■ What you need to do: Restate word for word the lines that run from the one containing "What are the" to the last line of the data, both ends included.

■ Extracted records:
*** Begin section ***

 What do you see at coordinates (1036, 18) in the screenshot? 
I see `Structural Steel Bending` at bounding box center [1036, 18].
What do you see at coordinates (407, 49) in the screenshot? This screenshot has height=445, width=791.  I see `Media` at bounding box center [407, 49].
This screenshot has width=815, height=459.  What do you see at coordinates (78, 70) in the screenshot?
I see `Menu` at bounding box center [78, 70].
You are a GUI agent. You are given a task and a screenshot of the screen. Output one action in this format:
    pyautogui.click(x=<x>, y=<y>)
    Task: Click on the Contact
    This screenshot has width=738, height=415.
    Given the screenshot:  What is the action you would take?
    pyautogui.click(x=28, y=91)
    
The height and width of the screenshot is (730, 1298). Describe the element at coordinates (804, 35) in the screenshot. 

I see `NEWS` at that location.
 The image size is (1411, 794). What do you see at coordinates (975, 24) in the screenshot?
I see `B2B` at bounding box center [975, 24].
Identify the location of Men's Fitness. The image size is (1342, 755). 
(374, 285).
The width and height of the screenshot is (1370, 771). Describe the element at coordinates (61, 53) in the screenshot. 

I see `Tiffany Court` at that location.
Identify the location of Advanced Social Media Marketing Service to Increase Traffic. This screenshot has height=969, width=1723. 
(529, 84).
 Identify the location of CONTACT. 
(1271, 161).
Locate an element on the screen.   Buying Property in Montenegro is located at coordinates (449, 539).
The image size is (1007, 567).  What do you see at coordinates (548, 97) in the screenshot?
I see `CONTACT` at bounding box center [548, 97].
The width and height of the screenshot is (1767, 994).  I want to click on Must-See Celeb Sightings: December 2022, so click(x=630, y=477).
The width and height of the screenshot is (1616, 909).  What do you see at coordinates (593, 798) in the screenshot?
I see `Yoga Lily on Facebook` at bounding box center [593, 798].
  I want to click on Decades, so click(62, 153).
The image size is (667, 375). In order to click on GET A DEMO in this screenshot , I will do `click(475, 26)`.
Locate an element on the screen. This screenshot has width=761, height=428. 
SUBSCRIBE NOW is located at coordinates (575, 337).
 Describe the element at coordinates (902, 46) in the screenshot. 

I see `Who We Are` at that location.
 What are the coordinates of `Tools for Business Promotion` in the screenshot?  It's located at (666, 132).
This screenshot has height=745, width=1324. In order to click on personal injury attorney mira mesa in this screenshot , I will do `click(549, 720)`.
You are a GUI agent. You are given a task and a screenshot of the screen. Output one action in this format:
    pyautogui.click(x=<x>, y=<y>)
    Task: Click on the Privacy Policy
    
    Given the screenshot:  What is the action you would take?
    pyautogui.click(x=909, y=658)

*** End section ***

■ Response to the exercise:
 What are the coordinates of `Tools for Business Promotion` in the screenshot?  It's located at (666, 132).
This screenshot has height=745, width=1324. In order to click on personal injury attorney mira mesa in this screenshot , I will do `click(549, 720)`.
You are a GUI agent. You are given a task and a screenshot of the screen. Output one action in this format:
    pyautogui.click(x=<x>, y=<y>)
    Task: Click on the Privacy Policy
    
    Given the screenshot:  What is the action you would take?
    pyautogui.click(x=909, y=658)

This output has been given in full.